Friday, December 2, 2016

A Hard-to-Beat Bait If You're Looking for Something to Mimic the Real Deal

"I don't know how I figured it out, but you can catch the mess out of fry guarders while burning it like a crankbait around nests. I guess you could catch them with a bare hook this time of year, but it still works.

"I think I was using elite blue at the time, and they were crushing it. The first one was a 3-plus male guarding a double-digit-plus female still on the nest. He hit so hard I though it was her for a second.

"Either way, if you're looking for some confidence and a quick limit, this is definitely a tool to use at the right time, and I'm sure it catches 'em with a traditional cadence, as well, especially in the winter."

The "it" the author of this testimonial was talking about is the slow-rising Shadow Rap Shad jerkbait, which became available at sporting goods retailers nationwide in February 2016. The "gone" color of this lure (pictured here) is what I've used my last couple of trips to catch a few fish.

The water temp hasn't yet dipped low enough to require fishing this bait in the traditional jerk-jerk-pause cadence. It was running about 54 degrees the first time I used it a couple weeks ago, compared to 61 degrees yesterday. As a result, I've been experimenting with several different kinds of retrieves, some of which have worked, while others didn't.

And while I certainly haven't been setting the world on fire with this bait, I've truly enjoyed the reactions I've gotten from the fish so far. Some have nailed it as soon as it splashed down. Others have hit the bait while pausing and letting it rise from just a few inches under the surface. And still others have taken the bait while working it with a steady twitching motion.

Given these results, my next move will be to test some of the bait's other colors that I have. A total of 24 are available on store shelves, including the 14 original Shadow Rap patterns, as well as these 10 new ones: crush, elite blue, haymaker, olive drab, purple haze, gone, halloween, imposter, molten copper, and tropic ice.

Fishing legend Al Linder described this bait's unique action (a horizontal struggle with a slow vertical rise) as perfectly mimicking an injured shad. "Fish haven't seen this before," he said. "That's why it's so deadly."

Bass pros Mike Iaconelli, Brandon Palaniuk, and Davey Hite, to name only a few, all agree with that analogy.

Featuring a shad-shaped body with textured scales, the Shadow Rap Shad comes in models that target two different depth ranges: 3-to-4 feet and 5-to-6 feet. The latter is called the Shadow Rap Shad Deep. Both measure 3 1/2 inches, weigh 3/8 of an ounce, and come armed with two sticky-sharp No. 6 VMC black nickel, thin-wire, round-bend hooks.

"It's a little bit wider than the original Shadow Rap, a little bit shorter, a little bit fatter, and has a two-hook design, rather than a three-hook design," Palaniuk explained.

"I love the wider, flat sides," Hite added. "Seems like everywhere there are threadfin and gizzard shad, and they're all this wider profile. And that's what we're mimicking."

In a school of look-alikes, the bait that swims distinctively stands out, triggering strikes. That's what the Shadow Rap Shad does.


* **Assignment**
Report back the lines in this listing that carry the string "presentation".

===== Task input =====

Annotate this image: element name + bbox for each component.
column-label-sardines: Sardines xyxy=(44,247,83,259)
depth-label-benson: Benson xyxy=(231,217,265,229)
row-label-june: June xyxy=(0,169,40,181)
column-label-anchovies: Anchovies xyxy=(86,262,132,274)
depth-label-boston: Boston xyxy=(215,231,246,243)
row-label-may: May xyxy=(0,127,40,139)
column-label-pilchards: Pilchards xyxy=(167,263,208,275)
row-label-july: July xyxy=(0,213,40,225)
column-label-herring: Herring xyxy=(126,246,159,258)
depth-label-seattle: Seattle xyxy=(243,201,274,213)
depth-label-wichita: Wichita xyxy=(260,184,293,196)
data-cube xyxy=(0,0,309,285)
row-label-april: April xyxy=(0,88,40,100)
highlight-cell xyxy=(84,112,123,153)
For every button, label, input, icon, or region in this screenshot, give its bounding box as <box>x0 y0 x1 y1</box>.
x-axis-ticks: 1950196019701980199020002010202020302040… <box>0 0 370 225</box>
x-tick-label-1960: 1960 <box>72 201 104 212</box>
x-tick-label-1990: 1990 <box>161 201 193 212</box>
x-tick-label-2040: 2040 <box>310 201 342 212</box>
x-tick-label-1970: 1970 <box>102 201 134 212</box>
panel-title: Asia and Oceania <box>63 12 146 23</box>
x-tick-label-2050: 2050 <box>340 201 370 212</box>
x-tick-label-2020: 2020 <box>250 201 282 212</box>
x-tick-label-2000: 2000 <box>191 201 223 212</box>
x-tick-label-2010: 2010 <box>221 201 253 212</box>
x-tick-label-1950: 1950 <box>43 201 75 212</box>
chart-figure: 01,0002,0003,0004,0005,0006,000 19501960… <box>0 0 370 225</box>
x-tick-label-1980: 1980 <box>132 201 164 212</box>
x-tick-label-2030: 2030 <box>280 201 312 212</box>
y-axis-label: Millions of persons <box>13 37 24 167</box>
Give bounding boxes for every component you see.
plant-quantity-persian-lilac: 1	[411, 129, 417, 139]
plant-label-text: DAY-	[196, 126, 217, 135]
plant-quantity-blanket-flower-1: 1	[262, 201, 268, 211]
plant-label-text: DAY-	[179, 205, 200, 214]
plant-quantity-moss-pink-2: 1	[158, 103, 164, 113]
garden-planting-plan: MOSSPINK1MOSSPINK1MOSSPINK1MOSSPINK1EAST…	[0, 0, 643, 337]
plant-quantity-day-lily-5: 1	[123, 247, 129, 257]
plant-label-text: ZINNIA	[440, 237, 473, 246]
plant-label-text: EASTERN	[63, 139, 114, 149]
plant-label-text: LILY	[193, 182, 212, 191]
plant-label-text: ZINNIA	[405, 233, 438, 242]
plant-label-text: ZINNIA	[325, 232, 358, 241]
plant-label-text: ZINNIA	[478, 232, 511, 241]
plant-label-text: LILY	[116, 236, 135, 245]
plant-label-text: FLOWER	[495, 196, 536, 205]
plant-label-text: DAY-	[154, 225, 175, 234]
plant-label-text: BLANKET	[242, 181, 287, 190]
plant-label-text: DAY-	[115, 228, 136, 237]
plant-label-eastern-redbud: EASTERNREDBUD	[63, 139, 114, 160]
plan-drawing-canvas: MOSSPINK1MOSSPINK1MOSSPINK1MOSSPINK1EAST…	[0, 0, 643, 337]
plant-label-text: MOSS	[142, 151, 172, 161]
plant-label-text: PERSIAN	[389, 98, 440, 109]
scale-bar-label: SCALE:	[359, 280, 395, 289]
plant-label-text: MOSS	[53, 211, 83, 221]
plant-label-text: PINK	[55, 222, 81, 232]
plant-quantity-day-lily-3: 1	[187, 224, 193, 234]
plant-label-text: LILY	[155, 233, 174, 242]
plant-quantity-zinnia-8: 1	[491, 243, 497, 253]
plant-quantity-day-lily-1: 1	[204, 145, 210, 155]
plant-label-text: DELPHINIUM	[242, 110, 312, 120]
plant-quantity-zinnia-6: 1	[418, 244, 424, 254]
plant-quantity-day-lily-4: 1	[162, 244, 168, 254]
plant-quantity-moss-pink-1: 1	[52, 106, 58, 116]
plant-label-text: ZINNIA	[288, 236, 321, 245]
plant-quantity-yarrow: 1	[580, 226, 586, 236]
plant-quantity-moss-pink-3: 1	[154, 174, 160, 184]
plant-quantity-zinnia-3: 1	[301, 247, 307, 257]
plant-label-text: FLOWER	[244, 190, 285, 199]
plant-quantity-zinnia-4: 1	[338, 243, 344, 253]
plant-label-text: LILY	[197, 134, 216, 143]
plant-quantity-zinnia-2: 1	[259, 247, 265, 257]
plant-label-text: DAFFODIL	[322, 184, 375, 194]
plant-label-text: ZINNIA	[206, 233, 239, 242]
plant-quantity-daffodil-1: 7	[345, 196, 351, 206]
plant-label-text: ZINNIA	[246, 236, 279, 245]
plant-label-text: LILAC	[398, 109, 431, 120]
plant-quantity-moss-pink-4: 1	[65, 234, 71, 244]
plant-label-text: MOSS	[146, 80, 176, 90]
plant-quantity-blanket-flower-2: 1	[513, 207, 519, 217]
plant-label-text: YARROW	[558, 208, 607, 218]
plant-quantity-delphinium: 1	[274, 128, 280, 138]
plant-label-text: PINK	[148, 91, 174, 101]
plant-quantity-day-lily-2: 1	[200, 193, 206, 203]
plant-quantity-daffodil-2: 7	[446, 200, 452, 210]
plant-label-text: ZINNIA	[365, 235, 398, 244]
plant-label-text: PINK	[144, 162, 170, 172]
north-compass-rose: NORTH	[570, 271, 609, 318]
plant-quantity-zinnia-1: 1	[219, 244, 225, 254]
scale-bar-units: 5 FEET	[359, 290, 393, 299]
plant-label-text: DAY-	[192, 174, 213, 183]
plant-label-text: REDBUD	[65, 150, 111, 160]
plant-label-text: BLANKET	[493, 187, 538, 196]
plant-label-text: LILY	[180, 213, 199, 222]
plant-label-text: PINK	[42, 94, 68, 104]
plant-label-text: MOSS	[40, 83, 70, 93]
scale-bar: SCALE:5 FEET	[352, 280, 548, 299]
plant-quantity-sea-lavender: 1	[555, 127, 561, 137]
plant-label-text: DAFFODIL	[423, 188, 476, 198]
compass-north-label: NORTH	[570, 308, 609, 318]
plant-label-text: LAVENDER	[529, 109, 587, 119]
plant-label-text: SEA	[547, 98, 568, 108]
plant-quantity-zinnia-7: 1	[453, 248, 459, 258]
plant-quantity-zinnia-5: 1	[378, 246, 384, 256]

=====
===== Task input =====

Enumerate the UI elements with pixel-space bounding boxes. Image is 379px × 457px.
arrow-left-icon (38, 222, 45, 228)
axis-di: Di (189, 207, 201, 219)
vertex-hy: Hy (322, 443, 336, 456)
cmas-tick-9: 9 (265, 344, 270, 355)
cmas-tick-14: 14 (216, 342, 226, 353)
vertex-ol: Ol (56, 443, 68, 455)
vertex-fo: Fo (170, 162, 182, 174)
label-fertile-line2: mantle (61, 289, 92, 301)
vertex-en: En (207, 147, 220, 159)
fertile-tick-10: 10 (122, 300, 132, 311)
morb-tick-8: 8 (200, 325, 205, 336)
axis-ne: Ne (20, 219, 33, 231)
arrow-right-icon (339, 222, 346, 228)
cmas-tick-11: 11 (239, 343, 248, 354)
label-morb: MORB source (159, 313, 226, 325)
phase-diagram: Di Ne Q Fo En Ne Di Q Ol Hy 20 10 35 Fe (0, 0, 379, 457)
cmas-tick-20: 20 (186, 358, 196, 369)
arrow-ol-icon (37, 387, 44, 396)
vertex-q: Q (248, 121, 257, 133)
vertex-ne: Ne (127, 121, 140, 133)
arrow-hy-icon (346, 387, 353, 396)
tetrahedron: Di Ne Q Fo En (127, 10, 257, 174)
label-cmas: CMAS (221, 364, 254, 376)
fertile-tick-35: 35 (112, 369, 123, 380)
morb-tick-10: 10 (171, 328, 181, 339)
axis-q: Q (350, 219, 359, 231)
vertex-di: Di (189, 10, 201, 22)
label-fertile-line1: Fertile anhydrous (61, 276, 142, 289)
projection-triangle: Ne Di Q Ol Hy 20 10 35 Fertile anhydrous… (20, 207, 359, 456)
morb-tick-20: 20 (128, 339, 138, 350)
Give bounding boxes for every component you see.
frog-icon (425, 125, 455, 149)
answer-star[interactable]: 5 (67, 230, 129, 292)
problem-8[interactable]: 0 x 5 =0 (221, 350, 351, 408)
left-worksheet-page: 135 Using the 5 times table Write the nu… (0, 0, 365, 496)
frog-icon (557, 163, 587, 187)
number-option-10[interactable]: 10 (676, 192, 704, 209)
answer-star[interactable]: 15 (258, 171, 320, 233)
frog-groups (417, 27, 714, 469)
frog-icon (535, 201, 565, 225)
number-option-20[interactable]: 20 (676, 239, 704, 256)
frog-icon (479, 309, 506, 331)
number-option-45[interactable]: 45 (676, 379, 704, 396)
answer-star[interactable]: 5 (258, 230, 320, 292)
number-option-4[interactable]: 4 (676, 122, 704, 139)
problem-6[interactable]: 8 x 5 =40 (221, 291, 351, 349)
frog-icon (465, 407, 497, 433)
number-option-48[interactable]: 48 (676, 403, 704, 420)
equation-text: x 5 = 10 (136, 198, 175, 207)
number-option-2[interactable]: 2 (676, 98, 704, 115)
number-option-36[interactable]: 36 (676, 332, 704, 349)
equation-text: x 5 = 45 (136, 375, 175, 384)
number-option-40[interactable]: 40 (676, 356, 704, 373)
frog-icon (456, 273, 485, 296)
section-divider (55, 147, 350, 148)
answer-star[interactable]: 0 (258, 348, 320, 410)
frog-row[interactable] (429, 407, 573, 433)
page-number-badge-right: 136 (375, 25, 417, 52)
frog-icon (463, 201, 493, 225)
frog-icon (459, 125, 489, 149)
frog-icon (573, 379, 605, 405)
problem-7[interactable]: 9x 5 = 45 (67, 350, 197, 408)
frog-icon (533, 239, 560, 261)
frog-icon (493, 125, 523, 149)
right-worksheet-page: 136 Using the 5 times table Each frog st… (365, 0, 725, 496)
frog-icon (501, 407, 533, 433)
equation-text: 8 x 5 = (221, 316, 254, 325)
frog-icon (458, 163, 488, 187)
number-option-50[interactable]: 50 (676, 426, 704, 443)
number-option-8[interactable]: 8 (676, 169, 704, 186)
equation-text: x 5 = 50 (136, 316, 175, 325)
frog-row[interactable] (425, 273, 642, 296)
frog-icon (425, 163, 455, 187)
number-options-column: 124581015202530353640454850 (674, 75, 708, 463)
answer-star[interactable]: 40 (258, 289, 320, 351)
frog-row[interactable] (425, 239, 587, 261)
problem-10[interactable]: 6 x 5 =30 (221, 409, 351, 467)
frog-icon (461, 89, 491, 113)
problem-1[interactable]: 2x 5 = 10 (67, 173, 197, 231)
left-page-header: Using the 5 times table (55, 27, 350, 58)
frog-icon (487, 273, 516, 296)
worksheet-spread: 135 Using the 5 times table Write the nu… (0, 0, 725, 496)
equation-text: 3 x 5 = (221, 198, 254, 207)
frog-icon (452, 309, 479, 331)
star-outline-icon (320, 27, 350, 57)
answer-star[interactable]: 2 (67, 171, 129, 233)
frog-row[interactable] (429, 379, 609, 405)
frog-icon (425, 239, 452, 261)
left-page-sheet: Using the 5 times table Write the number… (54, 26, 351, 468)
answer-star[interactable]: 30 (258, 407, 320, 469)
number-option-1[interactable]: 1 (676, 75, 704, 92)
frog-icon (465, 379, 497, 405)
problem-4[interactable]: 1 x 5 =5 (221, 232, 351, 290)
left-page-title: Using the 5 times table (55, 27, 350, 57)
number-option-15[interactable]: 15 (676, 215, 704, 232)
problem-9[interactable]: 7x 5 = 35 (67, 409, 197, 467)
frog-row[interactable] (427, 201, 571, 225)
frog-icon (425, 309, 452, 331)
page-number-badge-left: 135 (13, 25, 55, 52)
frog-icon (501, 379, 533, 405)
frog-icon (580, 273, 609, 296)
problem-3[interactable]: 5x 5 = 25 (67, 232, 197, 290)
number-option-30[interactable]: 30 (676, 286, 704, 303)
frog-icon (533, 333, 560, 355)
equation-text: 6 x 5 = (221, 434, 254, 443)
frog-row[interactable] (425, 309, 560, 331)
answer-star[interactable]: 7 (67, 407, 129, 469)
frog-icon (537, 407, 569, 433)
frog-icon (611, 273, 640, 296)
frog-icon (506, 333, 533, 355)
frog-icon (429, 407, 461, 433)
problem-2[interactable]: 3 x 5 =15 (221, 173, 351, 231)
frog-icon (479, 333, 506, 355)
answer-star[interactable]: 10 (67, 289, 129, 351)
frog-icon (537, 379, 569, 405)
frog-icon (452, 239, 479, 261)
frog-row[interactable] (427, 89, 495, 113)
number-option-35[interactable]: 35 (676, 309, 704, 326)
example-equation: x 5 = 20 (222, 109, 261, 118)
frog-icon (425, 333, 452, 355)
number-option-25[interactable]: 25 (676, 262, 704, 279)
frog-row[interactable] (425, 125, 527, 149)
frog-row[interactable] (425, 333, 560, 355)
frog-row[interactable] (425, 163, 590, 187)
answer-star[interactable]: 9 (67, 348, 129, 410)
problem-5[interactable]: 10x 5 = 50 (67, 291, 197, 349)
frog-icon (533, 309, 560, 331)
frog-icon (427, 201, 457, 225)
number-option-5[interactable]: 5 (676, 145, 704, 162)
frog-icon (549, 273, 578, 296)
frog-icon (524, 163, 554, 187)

=====
===== Task input =====

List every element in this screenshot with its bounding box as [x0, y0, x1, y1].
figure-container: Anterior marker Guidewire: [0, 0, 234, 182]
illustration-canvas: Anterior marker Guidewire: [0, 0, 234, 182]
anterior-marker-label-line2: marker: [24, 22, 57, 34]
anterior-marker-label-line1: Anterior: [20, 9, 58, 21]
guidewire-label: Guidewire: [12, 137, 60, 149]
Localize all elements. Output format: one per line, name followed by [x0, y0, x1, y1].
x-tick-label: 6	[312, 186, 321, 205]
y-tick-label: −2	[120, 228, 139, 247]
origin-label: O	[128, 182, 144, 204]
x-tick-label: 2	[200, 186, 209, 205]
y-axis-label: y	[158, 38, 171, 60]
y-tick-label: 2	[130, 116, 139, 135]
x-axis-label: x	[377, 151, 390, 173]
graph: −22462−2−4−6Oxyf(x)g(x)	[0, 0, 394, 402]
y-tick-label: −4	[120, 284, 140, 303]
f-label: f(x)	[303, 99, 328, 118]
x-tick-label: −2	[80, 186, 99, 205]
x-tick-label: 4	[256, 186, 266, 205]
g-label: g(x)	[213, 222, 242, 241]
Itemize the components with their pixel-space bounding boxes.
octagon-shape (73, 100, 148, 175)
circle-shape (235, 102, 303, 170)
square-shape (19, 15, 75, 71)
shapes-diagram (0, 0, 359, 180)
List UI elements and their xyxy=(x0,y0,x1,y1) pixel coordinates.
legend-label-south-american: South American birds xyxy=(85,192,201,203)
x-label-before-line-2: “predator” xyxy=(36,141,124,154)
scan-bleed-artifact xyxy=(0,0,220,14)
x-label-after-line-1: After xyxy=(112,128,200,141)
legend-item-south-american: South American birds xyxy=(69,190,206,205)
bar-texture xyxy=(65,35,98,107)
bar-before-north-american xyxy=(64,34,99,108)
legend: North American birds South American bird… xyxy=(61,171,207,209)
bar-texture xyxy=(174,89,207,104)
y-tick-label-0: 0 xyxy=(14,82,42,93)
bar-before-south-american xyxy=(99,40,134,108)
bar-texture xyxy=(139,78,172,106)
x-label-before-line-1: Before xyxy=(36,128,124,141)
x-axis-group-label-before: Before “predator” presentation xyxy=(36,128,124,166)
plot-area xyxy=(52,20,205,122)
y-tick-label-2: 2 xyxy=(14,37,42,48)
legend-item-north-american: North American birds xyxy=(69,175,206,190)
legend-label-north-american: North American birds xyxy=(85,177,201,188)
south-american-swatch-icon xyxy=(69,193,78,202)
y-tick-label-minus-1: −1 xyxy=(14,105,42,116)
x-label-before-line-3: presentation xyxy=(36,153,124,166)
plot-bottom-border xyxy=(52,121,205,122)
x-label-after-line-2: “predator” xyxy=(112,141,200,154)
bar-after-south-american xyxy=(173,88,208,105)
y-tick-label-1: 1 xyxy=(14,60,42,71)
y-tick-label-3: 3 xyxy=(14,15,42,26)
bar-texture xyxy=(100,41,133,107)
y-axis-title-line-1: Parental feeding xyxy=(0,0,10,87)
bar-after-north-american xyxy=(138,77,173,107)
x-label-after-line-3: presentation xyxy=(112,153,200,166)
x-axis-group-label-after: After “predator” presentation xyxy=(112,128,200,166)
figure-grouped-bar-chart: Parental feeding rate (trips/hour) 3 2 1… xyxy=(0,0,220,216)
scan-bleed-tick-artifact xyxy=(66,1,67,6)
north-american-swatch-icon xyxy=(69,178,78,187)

=====

* **Finished exercise**
x-axis-group-label-before: Before “predator” presentation xyxy=(36,128,124,166)
x-label-before-line-3: presentation xyxy=(36,153,124,166)
x-label-after-line-3: presentation xyxy=(112,153,200,166)
x-axis-group-label-after: After “predator” presentation xyxy=(112,128,200,166)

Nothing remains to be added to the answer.